KoyaaniScruffy
(with deepest apologies to Godfrey Reggio, Ron Fricke, and Philip Glass, and with many thanks to Mrs. Meridian for inspiration.)
OPENING TITLE
A horizontal line of red dots and dashes against a black background. Glass's haunting organ piece plays, as a bass profundo chants the TITLE, "KoyaaniScruffy." The dots and dashes gradually lengthen vertically into the TITLE.
SCENE: Desert petroglyphs
Solemn, totemic-looking figures, charcoal against reddish-yellow rock. The camera pans back very very slowly. Same music. The camera reveals one of the figures to the right, bent down, swatting at an animal humping his leg. As the animal comes into view, the bass profundo resumes chanting the TITLE.
SCENE: Aerial views of Monument Valley
The music continues, the chanting stopped for the moment. We see nothing moving at all for as far as we can see, as the camera shows us shot after lingering shot of these magnificent formations rising abruptly from the desert floor. This sequence goes on for at least a couple of minutes. Finally, far away but in the foreground of one of these shots, we discern a small cloud of dust in the desert. The camera moves in slowly, ever so slowly; as we get closer, we can gradually discern a gangly wirehaired dog on his hindlegs, pirouetting about within a dust-devil. The bass profundo chanting of the TITLE resumes. This should be shot in the slowest of slow-motion. Close-up of the dog; we can see his mouth agape, his tongue dripping with saliva, the happy but/and crazed look in his eye. The viewer should feel a nameless, soul-numbing horror, as though s/he is seeing a riderless Horse of the Apocalypse.
The remaining scenes reveal Scruffy to be omnipresent: contemplating rivers of clouds from the summits of mountain peaks; contemplating real rivers as they turn into waterfalls; then, in scenes shot in New York and Los Angeles, frenetically chasing cars, running amok among commuters in subway stations, urinating on fire hydrants as little kids play in their spray, etc. Two extended sequences are of special note. In the first one, after we see several large, abandoned public-housing projects come crashing down, the dust slowly clears from the last one we see, revealing Scruffy with a single brick in his mouth, trotting away happily, stopping to urinate on an abandoned swing set and sniff at a McDonald's bag blowing about. The other, shot inside an Oscar Meyer packaging plant, shows Scruffy watching, patiently watching, as we watch hot dogs being packaged by machines, then suddenly snatching one of the packages off a conveyor belt and merrily running about while workers chase after him: in part an homage to the famous chase scene in the factory in Modern Times, no doubt. The workers never catch him. He is too fleet, too agile. More: he is simply beyond them. It is as though he is a will-o'-the-wisp, a desert djinn come to wreak havoc on a secularized world turned blind and, thus, vulnerable to the spirit realm's machinations.
SCENE: Brightly-lit kitchen.
Same organ music as at the beginning of the film. Tight shot of an empty dog food bowl, Scruffy's snout sticking into the frame from the left. The camera slowly pulls back. Scruffy slowly looks up, licking his lips (this sequence is shot in excruciatingly slow motion). From the top of the frame, a cascade of dry dog food pours into the bowl. The viewer trembles as s/he realizes: some HUMAN agency gives sustenance and shelter to this wire-haired Cerberus?? Monstrous. Perverse. The food ceases to pour. Scruffy watches, then looks down. The TITLE is chanted once, twice. At the third chanting, as if on cue, Scruffy suddenly plunges his mouth into the food bowl, causing some of the kibbles to fly up as it they were droplets of water. The camera isolates on one of the kibbles, higher than the others, slowly spinning in the air as it descends, the kitchen light glinting on its surfaces, revealing its golds and reds as it turns, turns. It lands on the floor, rolls, stops. We watch. The music and chanting continue. We watch, watch; then suddenly a blur as Scruffy erupts into the frame to eat the kibble and just as suddenly disappears. The music ceases; the scene goes dark; then . . .
CLOSING SCENE: Desert petroglyphs
The camera is tight on the petroglyph showing the dog humping the figure's leg. We are left in silence to ponder this image and ask ourselves, What have we learned?
What, indeed.
2 comments:
That's funny. I don't care who you are, that's just funny.
Um, that was me, Mrs. Meridian. Damn the tab key!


Assigned task = Using the data below, work out how many lines contain the word "Search", then state that number without comment.

Available data =

·····

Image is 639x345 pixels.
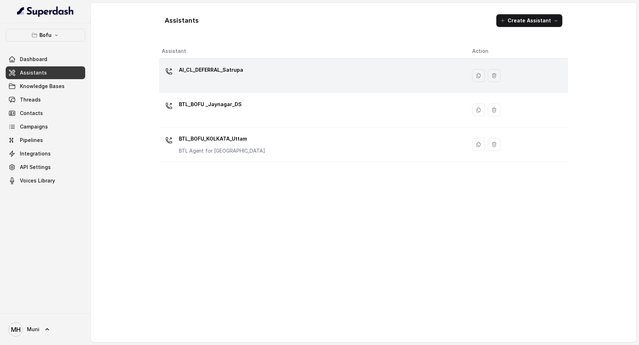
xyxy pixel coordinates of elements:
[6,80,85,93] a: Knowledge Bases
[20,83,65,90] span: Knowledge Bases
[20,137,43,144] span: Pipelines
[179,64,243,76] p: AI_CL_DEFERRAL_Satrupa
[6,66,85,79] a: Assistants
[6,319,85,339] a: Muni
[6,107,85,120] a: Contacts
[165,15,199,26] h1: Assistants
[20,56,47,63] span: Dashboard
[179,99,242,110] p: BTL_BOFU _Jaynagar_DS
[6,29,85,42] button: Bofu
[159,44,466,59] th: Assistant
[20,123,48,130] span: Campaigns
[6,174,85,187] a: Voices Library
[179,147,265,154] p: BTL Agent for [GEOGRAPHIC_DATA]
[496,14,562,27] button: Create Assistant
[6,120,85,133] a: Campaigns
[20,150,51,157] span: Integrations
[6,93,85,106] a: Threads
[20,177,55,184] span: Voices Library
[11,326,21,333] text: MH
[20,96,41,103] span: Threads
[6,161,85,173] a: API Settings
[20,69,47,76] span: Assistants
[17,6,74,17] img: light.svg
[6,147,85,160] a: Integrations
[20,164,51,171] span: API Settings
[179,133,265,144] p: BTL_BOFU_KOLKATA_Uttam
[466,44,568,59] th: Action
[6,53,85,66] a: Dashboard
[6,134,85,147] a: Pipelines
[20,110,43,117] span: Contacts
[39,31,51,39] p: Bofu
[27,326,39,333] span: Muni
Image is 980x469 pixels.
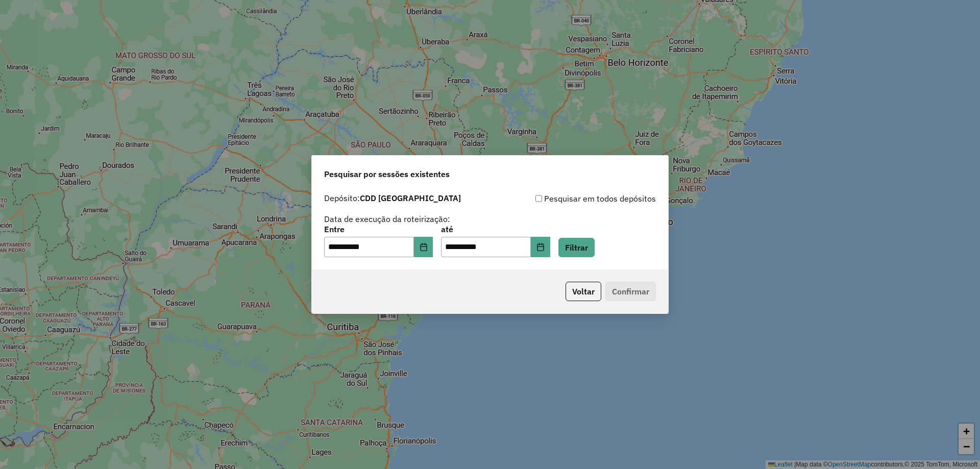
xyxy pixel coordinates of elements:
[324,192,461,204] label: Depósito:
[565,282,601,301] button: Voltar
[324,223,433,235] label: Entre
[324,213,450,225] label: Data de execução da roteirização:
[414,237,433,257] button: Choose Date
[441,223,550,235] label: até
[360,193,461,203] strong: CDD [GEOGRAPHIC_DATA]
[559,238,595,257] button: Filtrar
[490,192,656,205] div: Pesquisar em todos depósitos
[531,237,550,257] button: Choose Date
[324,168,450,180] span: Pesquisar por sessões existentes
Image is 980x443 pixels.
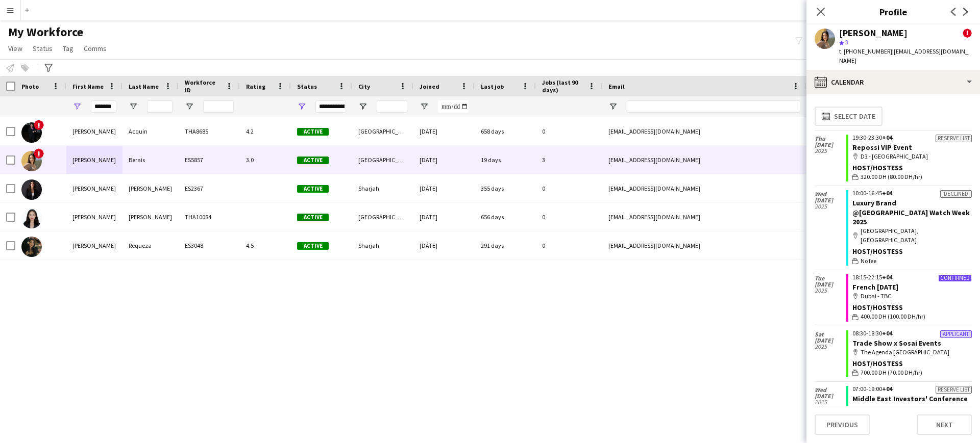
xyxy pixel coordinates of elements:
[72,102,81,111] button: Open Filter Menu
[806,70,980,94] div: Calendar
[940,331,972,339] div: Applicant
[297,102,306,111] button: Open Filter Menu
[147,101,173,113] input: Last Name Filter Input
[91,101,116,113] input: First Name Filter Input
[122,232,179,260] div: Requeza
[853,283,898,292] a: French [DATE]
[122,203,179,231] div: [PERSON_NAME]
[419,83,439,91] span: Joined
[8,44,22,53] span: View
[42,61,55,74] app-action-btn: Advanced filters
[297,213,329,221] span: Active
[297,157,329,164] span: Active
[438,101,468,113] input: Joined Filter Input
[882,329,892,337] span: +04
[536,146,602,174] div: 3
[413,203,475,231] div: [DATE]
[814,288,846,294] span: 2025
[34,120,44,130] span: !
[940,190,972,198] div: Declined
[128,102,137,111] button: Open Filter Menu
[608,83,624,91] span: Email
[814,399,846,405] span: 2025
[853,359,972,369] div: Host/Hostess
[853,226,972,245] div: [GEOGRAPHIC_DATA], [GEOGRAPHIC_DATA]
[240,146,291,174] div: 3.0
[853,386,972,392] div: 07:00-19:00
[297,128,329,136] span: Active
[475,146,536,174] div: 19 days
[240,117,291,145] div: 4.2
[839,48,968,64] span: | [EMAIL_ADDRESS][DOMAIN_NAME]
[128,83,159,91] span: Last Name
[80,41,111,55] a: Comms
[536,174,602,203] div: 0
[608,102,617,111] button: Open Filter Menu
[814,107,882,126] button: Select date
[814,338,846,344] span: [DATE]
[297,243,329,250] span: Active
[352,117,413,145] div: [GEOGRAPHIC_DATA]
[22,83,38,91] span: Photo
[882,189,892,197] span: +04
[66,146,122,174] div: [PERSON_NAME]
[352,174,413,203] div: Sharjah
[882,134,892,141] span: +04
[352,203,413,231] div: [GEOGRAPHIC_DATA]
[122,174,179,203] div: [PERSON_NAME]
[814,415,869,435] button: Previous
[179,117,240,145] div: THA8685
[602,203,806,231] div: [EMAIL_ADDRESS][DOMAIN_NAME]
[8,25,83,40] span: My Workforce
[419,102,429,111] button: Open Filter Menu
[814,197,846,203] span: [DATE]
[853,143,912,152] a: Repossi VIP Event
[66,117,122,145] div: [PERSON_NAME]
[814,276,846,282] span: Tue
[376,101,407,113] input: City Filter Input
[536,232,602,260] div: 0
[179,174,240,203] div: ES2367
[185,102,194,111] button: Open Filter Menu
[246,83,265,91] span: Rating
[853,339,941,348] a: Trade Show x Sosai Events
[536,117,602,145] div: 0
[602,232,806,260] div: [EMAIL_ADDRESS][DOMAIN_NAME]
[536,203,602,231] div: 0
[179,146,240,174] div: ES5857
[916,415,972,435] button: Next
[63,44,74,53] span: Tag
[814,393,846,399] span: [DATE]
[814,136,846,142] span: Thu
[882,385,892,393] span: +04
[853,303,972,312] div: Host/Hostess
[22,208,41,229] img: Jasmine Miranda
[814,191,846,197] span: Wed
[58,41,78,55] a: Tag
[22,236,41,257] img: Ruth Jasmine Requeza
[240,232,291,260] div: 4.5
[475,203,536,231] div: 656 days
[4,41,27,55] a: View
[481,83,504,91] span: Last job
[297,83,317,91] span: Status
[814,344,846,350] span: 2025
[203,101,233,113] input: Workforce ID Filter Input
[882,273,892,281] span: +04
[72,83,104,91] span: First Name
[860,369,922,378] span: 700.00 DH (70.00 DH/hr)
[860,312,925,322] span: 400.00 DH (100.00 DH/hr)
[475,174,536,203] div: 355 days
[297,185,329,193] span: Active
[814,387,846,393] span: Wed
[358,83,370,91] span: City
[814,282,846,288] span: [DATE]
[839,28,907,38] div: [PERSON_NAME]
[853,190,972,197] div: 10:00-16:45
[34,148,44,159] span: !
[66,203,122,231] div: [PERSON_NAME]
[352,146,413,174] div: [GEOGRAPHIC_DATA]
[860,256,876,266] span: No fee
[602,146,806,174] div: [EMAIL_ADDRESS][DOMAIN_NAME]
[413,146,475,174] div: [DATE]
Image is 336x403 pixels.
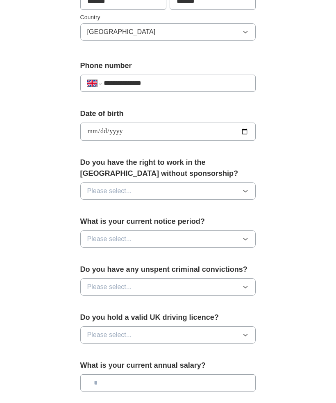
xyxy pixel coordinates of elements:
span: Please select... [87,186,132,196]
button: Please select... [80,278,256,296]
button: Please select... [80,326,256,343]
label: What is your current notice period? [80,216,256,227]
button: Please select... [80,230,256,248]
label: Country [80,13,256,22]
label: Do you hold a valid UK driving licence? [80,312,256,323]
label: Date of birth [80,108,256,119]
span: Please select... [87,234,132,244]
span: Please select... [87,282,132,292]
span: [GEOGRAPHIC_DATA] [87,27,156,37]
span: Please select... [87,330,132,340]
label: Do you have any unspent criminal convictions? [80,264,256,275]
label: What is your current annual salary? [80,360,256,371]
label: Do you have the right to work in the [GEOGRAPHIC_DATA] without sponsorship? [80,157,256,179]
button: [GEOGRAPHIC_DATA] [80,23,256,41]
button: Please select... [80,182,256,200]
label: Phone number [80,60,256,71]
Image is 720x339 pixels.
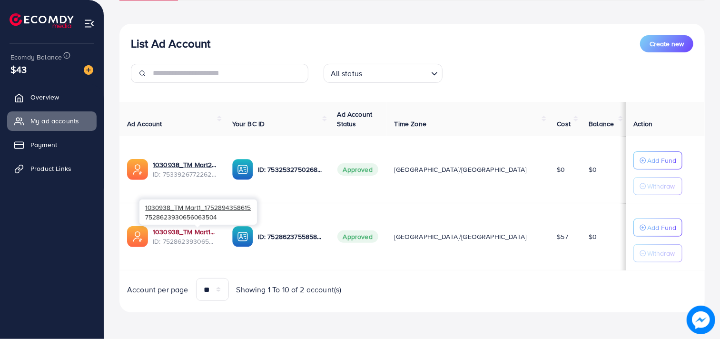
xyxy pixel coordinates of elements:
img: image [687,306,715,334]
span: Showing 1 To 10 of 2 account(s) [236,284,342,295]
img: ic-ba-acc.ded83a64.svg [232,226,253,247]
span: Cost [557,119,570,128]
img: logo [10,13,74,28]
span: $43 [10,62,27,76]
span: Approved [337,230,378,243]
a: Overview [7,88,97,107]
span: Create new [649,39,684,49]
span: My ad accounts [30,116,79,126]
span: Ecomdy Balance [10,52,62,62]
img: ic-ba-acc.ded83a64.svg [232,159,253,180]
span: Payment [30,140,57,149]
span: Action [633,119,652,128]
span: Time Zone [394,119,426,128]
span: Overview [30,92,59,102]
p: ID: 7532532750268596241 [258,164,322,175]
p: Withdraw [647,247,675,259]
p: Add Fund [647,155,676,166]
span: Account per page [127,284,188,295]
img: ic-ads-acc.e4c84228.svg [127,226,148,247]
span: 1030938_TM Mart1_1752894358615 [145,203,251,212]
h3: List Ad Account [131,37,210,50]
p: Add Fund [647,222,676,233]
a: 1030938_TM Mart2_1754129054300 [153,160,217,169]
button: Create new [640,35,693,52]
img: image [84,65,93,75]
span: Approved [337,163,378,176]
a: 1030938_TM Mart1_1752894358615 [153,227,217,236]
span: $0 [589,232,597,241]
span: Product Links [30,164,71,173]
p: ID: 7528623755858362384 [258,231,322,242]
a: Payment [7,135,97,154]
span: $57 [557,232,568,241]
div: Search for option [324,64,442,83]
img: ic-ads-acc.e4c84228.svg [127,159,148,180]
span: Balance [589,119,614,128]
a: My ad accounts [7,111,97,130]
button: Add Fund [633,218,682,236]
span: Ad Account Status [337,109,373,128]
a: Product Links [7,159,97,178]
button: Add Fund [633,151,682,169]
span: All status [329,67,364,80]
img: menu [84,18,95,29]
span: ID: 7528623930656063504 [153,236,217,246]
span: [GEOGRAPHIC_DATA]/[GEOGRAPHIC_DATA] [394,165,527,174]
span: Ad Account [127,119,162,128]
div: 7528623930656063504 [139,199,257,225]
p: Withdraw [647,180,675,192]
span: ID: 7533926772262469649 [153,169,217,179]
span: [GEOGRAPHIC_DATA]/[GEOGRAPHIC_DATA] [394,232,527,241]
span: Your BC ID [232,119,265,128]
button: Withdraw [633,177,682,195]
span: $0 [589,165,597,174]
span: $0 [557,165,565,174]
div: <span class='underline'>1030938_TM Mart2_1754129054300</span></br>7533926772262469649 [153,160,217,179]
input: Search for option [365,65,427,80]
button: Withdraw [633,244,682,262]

·····

Problem solution = 2